A Word About Fairness

In the early days of interactive fiction, numerous games were released that would kill the player without warning. That was part of the fun (?) — when you opened a door, maybe an ogre would jump out at you and hit you with his club, and the game was over. If you had been smart enough to save your game position not too long before, you could restore the saved game and try to be more careful about the ogre the second time. If you hadn’t been smart, you might have to spend hours getting back to that game position again.

Today, many players and authors feel that this type of story event is more annoying than fun. The trend is to give the player some sort of advance warning, which might be subtle or obvious, when the player character is about to get in a dangerous spot. “Dark red stains have seeped into the floorboards around the door” in the room description would be a good way to warn the player that opening the door could be dangerous, and that looking around for a way to do it cautiously would be a good idea.

It’s all too easy to write a game, even without meaning to, in such a way that the player can make the game unwinnable. For instance, the player may need to give the chocolate biscuit to the elf so that the elf will be willing to part with the silver key … but the biscuit might be edible, and the player might have eaten it a hundred moves before meeting the elf. Another example: Maybe the player can’t return to a region of the map after leaving it. A rope bridge might have fallen the first time the player crossed it, leaving no way to get back across the canyon. If the player dropped the gold key on the far side of the bridge, she won’t be able to go back and get it. If the gold key is required to open something that’s on this side of the canyon, the game has become unwinnable.

You need to think carefully about where in your story this type of problem can arise, and decide how you want to handle it. Drawing a diagram of the flow of the story — of the puzzle structure, in other words — may be helpful.
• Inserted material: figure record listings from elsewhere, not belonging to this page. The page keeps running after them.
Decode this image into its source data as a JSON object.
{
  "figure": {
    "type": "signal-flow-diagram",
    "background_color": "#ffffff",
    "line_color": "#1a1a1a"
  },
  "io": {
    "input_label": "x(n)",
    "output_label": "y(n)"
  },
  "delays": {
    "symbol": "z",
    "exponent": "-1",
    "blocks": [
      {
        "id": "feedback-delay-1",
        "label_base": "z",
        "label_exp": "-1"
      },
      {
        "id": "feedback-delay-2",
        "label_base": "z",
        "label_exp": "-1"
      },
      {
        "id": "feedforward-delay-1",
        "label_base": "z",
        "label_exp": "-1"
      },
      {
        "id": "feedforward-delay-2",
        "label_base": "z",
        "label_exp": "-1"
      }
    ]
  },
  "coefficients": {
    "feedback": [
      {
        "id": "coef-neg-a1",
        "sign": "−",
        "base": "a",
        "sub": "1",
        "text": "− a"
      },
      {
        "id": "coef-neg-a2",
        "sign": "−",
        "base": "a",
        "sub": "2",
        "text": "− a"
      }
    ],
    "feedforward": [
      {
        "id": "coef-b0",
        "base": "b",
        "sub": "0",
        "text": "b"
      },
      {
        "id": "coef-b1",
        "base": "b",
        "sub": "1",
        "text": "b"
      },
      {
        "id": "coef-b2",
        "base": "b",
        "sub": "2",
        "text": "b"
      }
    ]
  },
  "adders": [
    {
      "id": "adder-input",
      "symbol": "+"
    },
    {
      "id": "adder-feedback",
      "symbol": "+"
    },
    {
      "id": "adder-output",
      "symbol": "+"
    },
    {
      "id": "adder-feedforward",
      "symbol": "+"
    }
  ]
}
One way to handle the situation is to simply not allow the player to do anything that would make the game unwinnable. If the chocolate biscuit will be needed later, write something like this:

Instead of eating the chocolate biscuit, say "It's a mouth-watering treat, no doubt, but you decide to save it for later."

It can be a chore to come up with sensible-sounding reasons why the player character wouldn’t do something, if it seems a perfectly natural thing to want to do. After all, the player can’t read your mind, and doesn’t know what actions or objects will later be needed to win the game. For variety, I sometimes allow the player to do something that will turn out to make the game unwinnable, but then add an immediate message giving a broad hint (which the player is free to ignore) that that was probably a stupid thing to do:

After eating the chocolate biscuit:
        say "You chow down on the delicious biscuit and lick the last of the chocolate from your fingers. Afterward, though, you start to worry. Maybe you shouldn’t have indulged your gluttonous impulses quite so casually.";
        rule succeeds.

The player who reads this will probably be smart enough to UNDO the latest action, thereby retrieving the chocolate biscuit.